In the silence which fell upon us after this story, she of many years was heard to yawn, while all the women snapped their fingers till her jaws met again.
From Shiva’s Temple gleaming white among the yellow-green of the date palms came the sound of the pooja bell—some one, a woman probably, praying for her Lord to the Lord of Killing and Cursing. Clear against the gray-blue sky stood the cross-crowned spire of the Christian Cathedral; and almost at our doors, rang out the prayer-keeper’s call to the faithful Moslem: “There is no God so great as God.”...
“There is no God so great as—my God.” It is what we are all saying; and it makes at once the strength and the tragedy of human lives. “No God so great as my God.” What different things we mean when we say that—we of the bustling outside world.
The Hindu woman means one thing only.... “No God so great as my God.” That was the lesson each was taking from the story of Durga and Uma. Did not almost every fable and legend chant that chorus? “No God so Great.”... In punishment may be sometimes, or in penitence (see the miracle of the Destroyer himself turned monk for Durga)—but most of all in graciousness....

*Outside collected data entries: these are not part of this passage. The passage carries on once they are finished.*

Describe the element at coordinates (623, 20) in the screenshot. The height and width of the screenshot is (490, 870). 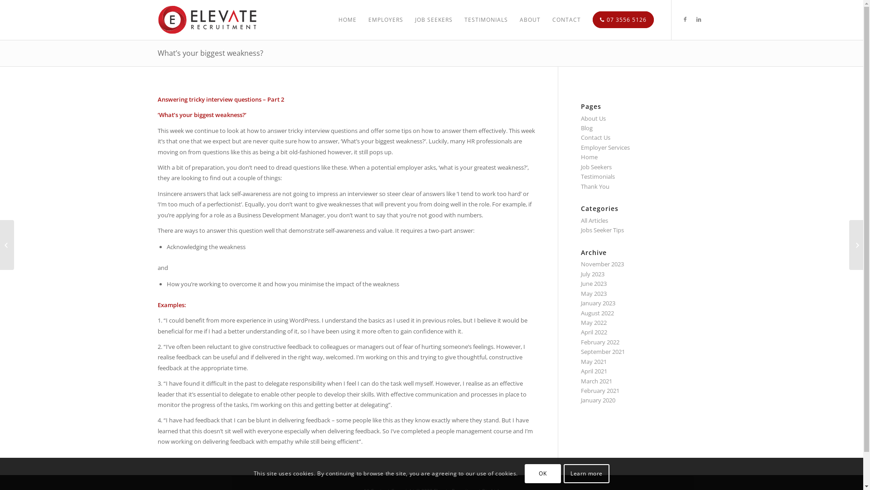
I see `07 3556 5126` at that location.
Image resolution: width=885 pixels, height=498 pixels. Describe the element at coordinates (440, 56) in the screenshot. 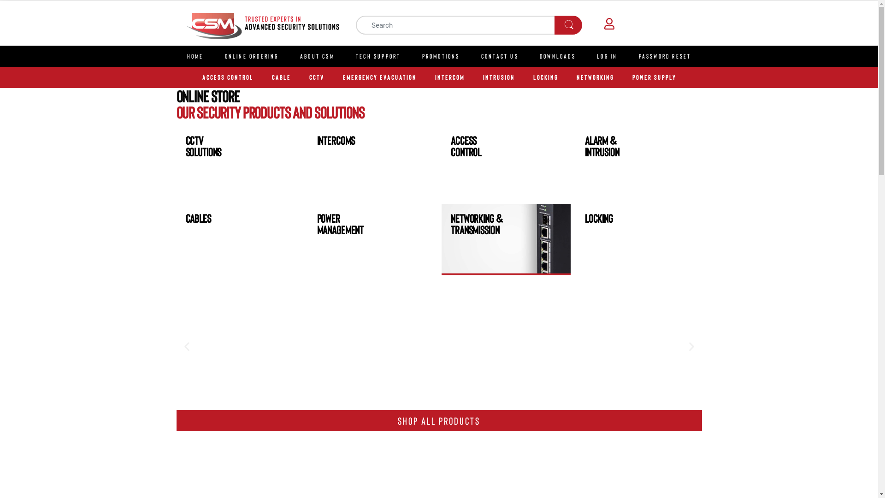

I see `PROMOTIONS` at that location.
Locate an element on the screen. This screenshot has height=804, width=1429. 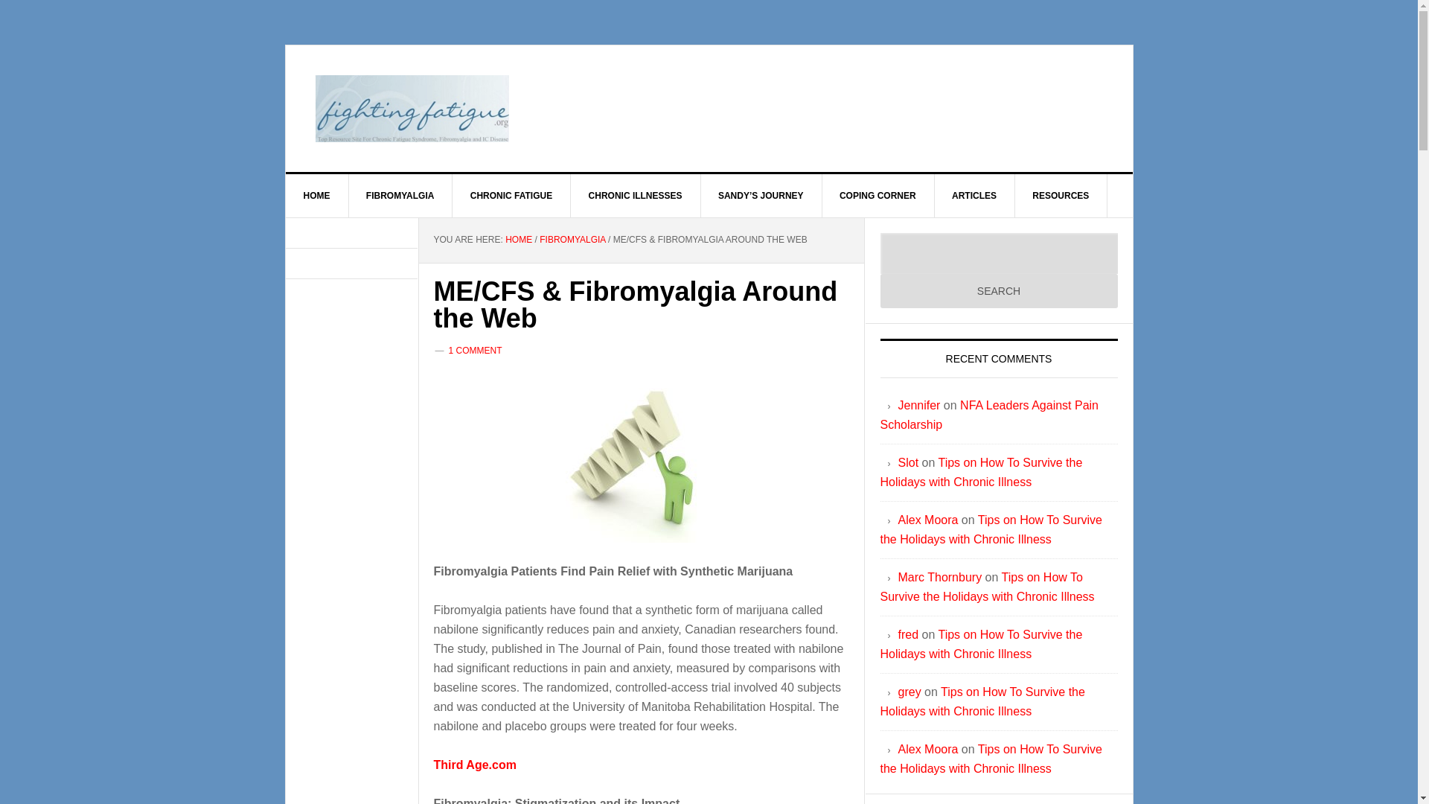
CHRONIC FATIGUE SYNDROME is located at coordinates (412, 109).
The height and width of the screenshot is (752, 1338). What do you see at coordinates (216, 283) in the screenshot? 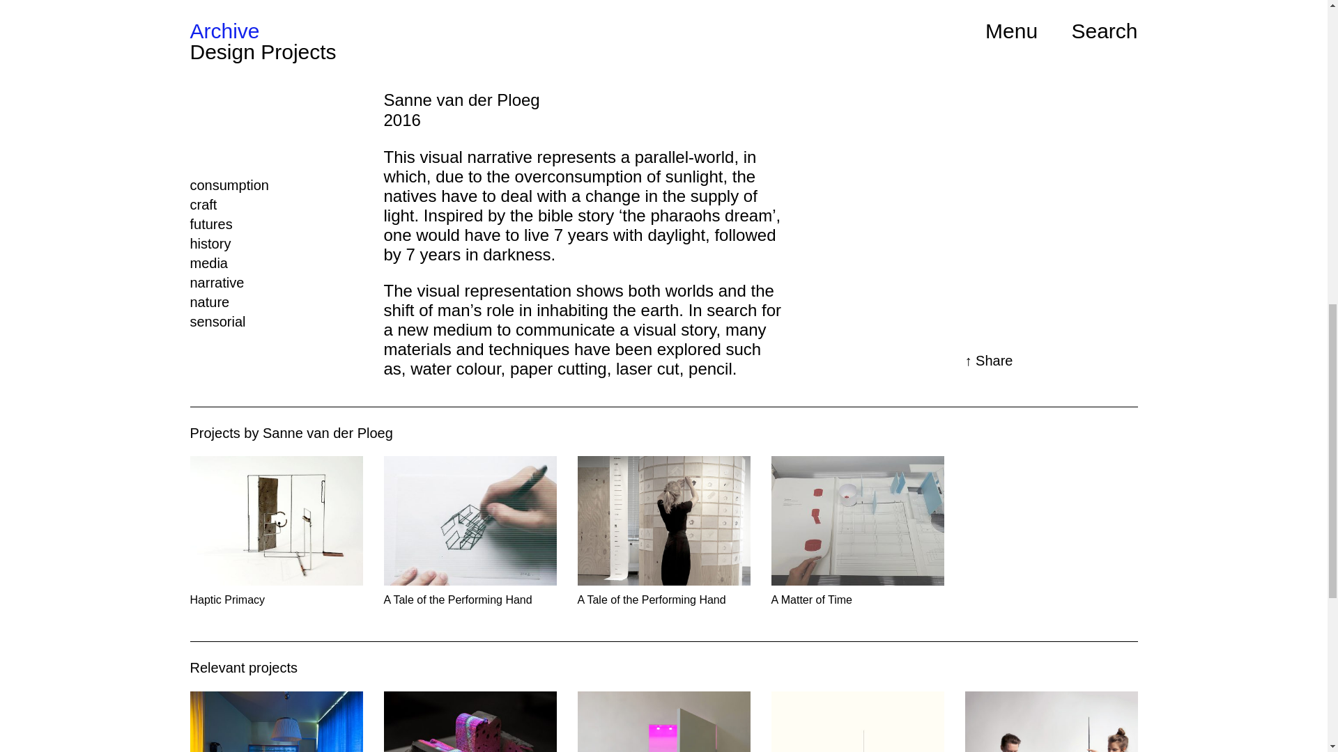
I see `narrative` at bounding box center [216, 283].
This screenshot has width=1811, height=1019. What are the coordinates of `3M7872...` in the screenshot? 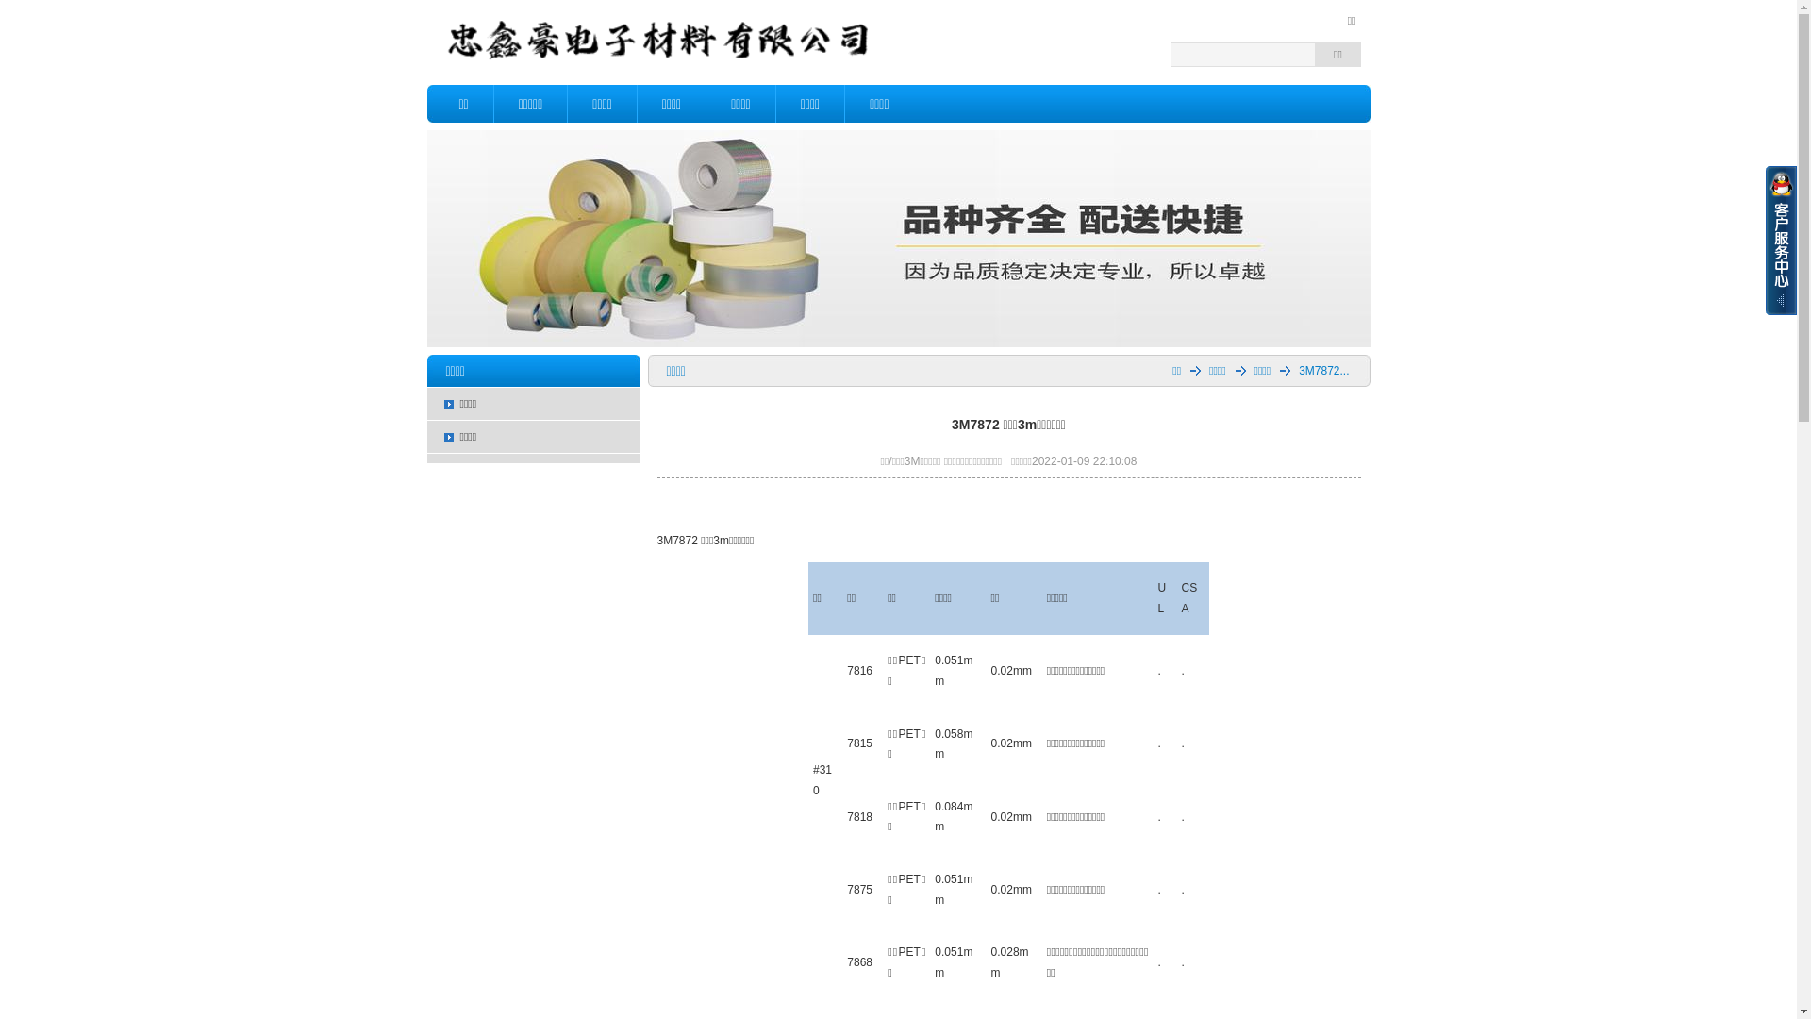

“He knew Uma for her who went to Dokhio’s feast, and yet he forgave,” said Boho Rani, “Oh! the wonder.”...
But the Mother of Nagendra laughed, sure of her possession.... “The Godling of the arrows was not really burnt,” she said, “the flying foot belonged to Kama’s sheaf-bearer and rival, the less-than-godlet of unlawful love.”...
And the Wise Woman smiled to herself in the growing dusk. “The ignorant are incapable of receiving knowledge,” was what she said.
IV
DEVI—GODDESS!
A young unmarried girl is by some in Bengal called Kumari—Princess, and when married, Devi—Goddess.
I was musing on this, and all it told of the feeling of a Nation, and of the true beauty of that feeling at its best, when an old Prime-Minister friend of mine in a Native State came to invite me to a Ceremony.